A court ruling against the law also figures to trigger legislative activity in Springfield. Republicans say they intend to pressure Democrats to toughen income- and residency-verification requirements for Medicaid recipients, which the GOP says the health-care law now makes difficult.

“You’ll see a lot of people like myself who’ve been proponents of changing Medicaid above and beyond what the federal law allows to call upon the administration to bring us into session and let us do more to try to combat the waste, fraud and abuse in the system and try to do a more efficient job of cleaning up the Medicaid rolls,” said state Sen. Dale Righter (R-Charleston), a key GOP voice on health care.

‘I want to work’

For Edgewater resident Wilson, the Supreme Court’s imminent ruling goes beyond just the politics of the day and even a potential matter of life and death.

It’s also a question of dignity.

The 58-year-old, unemployed graphic designer said he dropped his own private health insurance while he was working after it wouldn’t cover his $3,000-a-month HIV medicine costs.
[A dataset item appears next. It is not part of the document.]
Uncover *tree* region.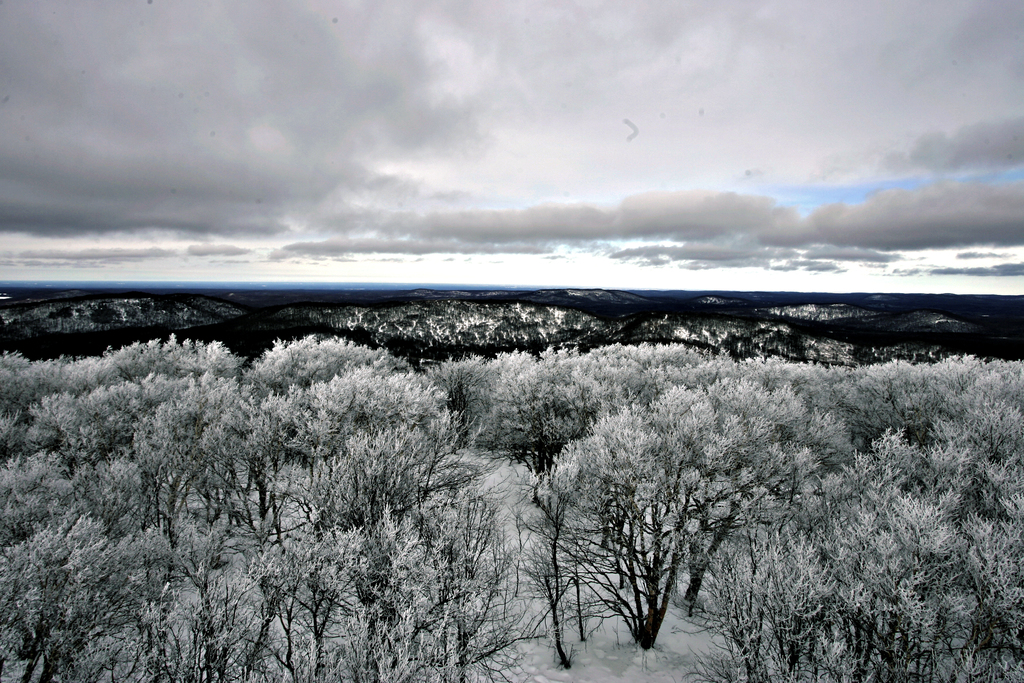
Uncovered: select_region(820, 362, 929, 441).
Though the federal government stepped in to cover his treatment under the Ryan White Care Act, it doesn’t cover any other medical costs.

And federal funds are only available to HIV patients who earn less than $30,000 a year — meaning Wilson can’t work full time without losing his benefits.

“I’m qualified for a job that pays $50,000 to $60,000, but I can’t take it,” he said. “I want to work and contribute to society, but the way it’s set up, I can’t. It’s very frustrating.”

Even if he did return to work, mainstream insurers wouldn’t take him on in the absence of the Obama health-care law, thanks to his condition. And at more than $900-per-month, the state’s “high-risk pool” insurance isn’t a realistic option, he said.

For the last two years, he’s walked with a limp — the result of a chip of bone lodged under his kneecap when he was knocked off his bike in Greektown.

“With no insurance, surgery to remove the bone chip would cost me $5,000,” he said. “Whatever the Supreme Court rules, I’m not going to stop fighting.”